COP27: Almost nothing–but something real–changed
By Tom Athanasiou, Foreign Policy In Focus
The loss-and-damage breakthrough at the latest global climate confab has put equity front and center of the debate.
By Tom Athanasiou, Foreign Policy In Focus
The loss-and-damage breakthrough at the latest global climate confab has put equity front and center of the debate.
By Hadas Weiss, Open Democracy
Jeremy Corbyn’s announcement last month that a Labour government would replace social mobility with social justice as a policy benchmark raised more than a few eyebrows. It goes against received wisdom and bipartisan consensus that social mobility is a good thing.
By Gunnar Rundgren, Garden Earth
A recent report from the United Nation’s Food and Agriculture Organization (FAO) confirms that the current food system isn’t sustainable neither for the environment nor for our health. Organic agriculture, conservation farming and agro-ecology are key technologies for a transition to a sustainable food system, which also has to shun artificial nitrogen fertilizers.
By Fabian Scheidler, Degrowth.de
Many people think that technological development follows a path directed by quasi-natural laws that head into one and only one direction – called “progress” – which is: to use more technology, more complex technology, more expensive technology, more powerful technology.
By Asher Miller, Post Carbon Institute
The transition to 100% renewable energy raises profound questions for the future of justice and equity...
By Sven Eberlein, Shareable
...if we invest in the most marginalized communities within our cities that are trapped behind invisible social and economic borders, everyone, including the planet, benefits.
By Jen Hinton, Donnie Maclurcan, Post Growth
Our common future lies with an economy beyond the accumulation of wealth and, therein, the debt structures that support this accumulation.
By Robert Jensen, Alternet
The agricultural revolution produced the first systematic extractive model, which set us on a road to eventual collapse.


### Try it
Retype the line containing "Image is 644x332 pixels." and each later line through the end of the listing, exactly as written, with no other lines.

### Entries shown
○ ○ ○ ○ ○ ○ ○

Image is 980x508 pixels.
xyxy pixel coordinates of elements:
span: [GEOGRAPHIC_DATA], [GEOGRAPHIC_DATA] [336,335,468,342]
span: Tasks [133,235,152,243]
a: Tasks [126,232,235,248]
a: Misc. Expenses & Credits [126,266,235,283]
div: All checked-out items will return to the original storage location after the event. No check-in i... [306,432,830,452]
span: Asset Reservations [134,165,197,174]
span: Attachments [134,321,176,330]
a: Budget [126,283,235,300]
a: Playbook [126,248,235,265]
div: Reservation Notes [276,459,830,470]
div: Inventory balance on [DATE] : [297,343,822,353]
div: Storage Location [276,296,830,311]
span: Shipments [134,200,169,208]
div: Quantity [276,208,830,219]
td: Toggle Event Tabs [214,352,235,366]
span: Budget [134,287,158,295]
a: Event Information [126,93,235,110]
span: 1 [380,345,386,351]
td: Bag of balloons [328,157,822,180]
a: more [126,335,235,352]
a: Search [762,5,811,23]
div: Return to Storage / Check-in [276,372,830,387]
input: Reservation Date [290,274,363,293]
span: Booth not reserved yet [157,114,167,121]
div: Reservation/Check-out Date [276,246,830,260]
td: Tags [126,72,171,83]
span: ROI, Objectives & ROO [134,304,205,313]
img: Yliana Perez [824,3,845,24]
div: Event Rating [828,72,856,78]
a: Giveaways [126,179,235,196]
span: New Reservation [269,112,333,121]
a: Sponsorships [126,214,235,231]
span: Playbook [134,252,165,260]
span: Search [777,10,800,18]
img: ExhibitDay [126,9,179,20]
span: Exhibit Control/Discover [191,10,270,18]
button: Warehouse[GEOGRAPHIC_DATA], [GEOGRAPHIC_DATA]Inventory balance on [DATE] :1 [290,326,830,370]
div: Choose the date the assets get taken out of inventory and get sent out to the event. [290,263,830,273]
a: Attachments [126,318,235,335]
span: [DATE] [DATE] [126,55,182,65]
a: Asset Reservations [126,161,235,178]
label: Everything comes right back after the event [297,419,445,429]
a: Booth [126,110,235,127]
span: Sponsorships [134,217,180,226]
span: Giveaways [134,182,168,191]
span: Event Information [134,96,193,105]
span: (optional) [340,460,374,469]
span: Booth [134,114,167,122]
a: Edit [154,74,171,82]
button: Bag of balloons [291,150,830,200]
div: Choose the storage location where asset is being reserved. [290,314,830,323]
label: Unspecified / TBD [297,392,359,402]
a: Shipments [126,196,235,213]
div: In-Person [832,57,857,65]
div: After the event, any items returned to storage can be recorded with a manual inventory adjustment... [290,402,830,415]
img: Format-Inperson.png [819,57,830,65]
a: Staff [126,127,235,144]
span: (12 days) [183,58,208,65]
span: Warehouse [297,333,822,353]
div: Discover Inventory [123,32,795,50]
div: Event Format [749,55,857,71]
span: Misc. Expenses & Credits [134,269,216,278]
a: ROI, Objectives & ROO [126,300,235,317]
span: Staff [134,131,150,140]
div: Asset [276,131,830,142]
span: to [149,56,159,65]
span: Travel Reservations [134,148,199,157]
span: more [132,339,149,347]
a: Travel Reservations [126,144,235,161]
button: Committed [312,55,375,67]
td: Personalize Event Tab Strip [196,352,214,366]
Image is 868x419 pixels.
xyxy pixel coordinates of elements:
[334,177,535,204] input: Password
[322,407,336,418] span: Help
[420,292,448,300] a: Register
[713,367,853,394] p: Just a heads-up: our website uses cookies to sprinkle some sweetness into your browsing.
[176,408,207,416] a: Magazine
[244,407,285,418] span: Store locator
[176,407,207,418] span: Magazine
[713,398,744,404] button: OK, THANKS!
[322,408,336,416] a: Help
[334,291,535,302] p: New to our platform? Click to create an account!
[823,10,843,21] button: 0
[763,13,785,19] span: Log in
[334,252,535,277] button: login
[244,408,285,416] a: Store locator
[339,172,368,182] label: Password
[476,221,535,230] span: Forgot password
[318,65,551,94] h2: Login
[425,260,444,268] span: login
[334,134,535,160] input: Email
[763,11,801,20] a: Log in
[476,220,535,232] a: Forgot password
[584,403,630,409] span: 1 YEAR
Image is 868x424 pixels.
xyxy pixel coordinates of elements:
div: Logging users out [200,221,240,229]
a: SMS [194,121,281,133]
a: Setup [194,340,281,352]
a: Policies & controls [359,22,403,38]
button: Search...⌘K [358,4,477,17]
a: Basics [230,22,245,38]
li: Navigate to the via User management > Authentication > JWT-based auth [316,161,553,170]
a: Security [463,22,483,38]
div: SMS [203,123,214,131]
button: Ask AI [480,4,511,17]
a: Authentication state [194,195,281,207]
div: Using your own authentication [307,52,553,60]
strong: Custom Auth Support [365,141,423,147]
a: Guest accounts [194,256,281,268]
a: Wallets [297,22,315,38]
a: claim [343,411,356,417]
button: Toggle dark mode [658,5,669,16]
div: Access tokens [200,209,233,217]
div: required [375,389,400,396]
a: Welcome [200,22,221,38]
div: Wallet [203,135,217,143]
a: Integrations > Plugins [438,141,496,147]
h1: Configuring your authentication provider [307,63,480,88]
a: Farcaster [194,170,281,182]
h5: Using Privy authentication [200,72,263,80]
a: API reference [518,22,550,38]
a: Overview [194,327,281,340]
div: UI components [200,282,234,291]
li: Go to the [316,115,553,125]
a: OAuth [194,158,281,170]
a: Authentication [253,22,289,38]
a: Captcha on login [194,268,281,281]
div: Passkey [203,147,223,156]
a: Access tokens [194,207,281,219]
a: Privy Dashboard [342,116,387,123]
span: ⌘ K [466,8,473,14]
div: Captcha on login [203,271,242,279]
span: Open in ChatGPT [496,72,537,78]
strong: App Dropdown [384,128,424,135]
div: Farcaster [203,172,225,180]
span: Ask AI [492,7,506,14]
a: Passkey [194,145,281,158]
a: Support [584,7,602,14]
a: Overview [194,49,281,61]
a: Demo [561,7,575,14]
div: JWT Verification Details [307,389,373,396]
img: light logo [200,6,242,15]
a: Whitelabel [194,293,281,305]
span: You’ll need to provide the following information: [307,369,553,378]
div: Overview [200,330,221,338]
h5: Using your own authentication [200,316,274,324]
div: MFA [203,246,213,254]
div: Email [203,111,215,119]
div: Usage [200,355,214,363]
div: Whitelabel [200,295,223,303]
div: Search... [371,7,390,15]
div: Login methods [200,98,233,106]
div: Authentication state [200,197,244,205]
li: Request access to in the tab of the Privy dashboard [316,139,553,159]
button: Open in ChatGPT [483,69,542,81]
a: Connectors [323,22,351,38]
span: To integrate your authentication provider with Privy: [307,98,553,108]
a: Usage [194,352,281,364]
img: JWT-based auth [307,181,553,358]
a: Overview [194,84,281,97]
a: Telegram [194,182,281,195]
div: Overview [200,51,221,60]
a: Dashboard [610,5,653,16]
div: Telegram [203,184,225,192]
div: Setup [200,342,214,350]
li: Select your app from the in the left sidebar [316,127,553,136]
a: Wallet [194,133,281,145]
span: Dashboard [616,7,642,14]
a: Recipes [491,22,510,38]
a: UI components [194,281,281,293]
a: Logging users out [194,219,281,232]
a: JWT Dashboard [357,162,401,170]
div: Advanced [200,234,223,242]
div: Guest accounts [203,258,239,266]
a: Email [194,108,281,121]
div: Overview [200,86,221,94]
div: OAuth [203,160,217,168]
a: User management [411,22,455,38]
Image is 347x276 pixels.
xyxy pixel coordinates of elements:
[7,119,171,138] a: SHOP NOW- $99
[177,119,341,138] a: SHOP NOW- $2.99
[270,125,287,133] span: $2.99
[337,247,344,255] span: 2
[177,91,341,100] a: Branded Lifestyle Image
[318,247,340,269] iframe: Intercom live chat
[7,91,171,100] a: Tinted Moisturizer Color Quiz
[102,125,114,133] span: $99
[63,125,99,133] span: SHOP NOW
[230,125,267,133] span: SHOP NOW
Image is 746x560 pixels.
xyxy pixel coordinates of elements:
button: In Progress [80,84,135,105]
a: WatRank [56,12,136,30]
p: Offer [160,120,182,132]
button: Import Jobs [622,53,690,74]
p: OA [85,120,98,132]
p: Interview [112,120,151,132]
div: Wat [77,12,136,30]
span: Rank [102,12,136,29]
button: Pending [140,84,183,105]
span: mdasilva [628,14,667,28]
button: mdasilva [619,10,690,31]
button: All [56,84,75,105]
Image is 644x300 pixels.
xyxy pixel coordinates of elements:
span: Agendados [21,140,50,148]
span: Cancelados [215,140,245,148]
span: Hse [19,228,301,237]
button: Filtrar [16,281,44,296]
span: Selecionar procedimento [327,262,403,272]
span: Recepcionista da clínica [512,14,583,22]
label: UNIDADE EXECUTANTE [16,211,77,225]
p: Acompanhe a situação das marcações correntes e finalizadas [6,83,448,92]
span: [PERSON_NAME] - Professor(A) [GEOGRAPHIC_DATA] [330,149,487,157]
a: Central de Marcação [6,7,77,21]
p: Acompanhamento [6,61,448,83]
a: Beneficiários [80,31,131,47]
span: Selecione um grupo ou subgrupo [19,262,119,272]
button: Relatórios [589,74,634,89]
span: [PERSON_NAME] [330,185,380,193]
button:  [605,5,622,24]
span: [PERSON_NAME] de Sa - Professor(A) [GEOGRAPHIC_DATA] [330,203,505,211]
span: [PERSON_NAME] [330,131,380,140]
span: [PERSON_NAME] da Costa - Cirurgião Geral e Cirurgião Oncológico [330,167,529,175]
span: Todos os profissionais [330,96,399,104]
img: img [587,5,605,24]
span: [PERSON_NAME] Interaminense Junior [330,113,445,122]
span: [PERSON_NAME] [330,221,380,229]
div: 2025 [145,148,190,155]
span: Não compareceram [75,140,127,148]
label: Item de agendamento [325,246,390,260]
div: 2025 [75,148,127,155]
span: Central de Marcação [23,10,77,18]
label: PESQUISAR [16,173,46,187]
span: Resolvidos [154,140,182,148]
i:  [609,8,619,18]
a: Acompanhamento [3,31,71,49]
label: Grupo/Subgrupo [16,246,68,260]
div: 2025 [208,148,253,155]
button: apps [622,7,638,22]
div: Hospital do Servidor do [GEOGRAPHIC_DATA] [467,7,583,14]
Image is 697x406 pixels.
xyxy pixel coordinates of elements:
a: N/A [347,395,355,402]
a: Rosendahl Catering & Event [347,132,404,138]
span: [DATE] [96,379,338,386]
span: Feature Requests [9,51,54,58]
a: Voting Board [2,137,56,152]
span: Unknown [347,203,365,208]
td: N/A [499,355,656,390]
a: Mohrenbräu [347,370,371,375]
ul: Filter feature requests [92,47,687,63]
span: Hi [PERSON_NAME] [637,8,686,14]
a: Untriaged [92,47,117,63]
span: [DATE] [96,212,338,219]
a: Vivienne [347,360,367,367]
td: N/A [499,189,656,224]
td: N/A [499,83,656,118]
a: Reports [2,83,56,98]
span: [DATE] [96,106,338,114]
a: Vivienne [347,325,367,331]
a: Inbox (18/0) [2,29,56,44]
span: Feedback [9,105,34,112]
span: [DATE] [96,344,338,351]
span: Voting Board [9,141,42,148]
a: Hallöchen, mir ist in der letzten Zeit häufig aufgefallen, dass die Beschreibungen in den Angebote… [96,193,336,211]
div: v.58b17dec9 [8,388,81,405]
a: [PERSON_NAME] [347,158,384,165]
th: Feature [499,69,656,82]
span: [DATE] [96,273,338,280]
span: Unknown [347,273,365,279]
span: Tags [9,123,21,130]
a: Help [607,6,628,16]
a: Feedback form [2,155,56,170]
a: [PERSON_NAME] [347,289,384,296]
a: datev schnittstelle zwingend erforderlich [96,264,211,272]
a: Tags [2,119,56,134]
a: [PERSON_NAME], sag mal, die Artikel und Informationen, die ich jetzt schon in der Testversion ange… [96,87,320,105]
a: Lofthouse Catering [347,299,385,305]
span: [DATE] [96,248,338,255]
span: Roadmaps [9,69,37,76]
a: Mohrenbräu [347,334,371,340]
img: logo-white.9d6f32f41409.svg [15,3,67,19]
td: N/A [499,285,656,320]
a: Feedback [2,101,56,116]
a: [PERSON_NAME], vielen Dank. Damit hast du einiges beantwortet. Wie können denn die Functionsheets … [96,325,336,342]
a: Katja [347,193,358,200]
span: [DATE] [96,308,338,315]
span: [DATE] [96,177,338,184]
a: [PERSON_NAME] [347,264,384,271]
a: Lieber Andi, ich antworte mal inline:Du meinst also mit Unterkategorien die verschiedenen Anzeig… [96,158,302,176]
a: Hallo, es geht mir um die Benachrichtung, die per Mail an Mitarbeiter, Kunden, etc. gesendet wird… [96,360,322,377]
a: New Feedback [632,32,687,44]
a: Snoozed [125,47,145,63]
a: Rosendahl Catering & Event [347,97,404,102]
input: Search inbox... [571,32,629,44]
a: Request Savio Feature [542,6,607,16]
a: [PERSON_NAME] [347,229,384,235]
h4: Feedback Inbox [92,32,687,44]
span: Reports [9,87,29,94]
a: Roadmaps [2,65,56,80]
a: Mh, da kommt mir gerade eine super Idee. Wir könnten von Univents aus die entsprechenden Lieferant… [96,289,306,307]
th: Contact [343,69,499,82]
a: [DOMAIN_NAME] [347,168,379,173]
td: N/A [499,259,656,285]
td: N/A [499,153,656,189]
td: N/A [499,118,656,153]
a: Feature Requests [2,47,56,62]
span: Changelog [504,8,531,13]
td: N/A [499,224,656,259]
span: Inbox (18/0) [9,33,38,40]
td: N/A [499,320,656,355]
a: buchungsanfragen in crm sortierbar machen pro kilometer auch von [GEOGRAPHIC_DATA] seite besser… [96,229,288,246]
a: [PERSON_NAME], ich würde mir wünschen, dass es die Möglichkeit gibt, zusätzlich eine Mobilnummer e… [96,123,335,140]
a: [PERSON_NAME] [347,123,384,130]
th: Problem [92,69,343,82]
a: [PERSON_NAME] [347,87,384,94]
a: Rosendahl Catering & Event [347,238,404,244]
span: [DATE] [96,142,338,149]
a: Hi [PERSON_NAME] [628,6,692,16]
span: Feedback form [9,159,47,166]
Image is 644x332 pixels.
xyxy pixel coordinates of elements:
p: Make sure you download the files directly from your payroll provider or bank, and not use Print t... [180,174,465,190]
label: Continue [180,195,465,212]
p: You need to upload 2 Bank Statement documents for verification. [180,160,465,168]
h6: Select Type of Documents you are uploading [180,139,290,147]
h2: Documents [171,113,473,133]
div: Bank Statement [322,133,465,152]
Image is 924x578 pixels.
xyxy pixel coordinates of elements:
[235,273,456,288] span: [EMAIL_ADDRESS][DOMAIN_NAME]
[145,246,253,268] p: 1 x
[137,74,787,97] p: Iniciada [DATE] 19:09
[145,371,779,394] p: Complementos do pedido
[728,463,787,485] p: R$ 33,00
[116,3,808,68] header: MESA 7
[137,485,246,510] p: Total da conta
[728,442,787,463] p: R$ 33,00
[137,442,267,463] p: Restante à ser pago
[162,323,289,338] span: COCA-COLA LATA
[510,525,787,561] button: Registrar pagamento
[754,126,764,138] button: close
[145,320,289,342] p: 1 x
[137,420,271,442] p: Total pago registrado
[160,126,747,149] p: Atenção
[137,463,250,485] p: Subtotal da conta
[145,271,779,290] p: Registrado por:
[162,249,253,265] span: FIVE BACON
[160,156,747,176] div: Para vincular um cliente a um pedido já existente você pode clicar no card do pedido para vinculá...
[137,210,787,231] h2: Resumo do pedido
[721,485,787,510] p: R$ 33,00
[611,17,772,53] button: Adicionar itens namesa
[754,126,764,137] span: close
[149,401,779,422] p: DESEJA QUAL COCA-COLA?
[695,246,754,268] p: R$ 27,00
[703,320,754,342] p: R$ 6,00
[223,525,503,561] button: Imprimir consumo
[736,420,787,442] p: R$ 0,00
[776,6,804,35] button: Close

○ ○ ○ ○ ○ ○ ○

### Reply to the exercise
Image is 644x332 pixels.
xyxy pixel coordinates of elements:
p: Make sure you download the files directly from your payroll provider or bank, and not use Print t... [180,174,465,190]
label: Continue [180,195,465,212]
p: You need to upload 2 Bank Statement documents for verification. [180,160,465,168]
h6: Select Type of Documents you are uploading [180,139,290,147]
h2: Documents [171,113,473,133]
div: Bank Statement [322,133,465,152]
Image is 924x578 pixels.
xyxy pixel coordinates of elements:
[235,273,456,288] span: [EMAIL_ADDRESS][DOMAIN_NAME]
[145,246,253,268] p: 1 x
[137,74,787,97] p: Iniciada [DATE] 19:09
[145,371,779,394] p: Complementos do pedido
[728,463,787,485] p: R$ 33,00
[116,3,808,68] header: MESA 7
[137,485,246,510] p: Total da conta
[728,442,787,463] p: R$ 33,00
[137,442,267,463] p: Restante à ser pago
[162,323,289,338] span: COCA-COLA LATA
[510,525,787,561] button: Registrar pagamento
[754,126,764,138] button: close
[145,320,289,342] p: 1 x
[137,420,271,442] p: Total pago registrado
[160,126,747,149] p: Atenção
[137,463,250,485] p: Subtotal da conta
[145,271,779,290] p: Registrado por:
[162,249,253,265] span: FIVE BACON
[160,156,747,176] div: Para vincular um cliente a um pedido já existente você pode clicar no card do pedido para vinculá...
[137,210,787,231] h2: Resumo do pedido
[721,485,787,510] p: R$ 33,00
[611,17,772,53] button: Adicionar itens namesa
[754,126,764,137] span: close
[149,401,779,422] p: DESEJA QUAL COCA-COLA?
[695,246,754,268] p: R$ 27,00
[703,320,754,342] p: R$ 6,00
[223,525,503,561] button: Imprimir consumo
[736,420,787,442] p: R$ 0,00
[776,6,804,35] button: Close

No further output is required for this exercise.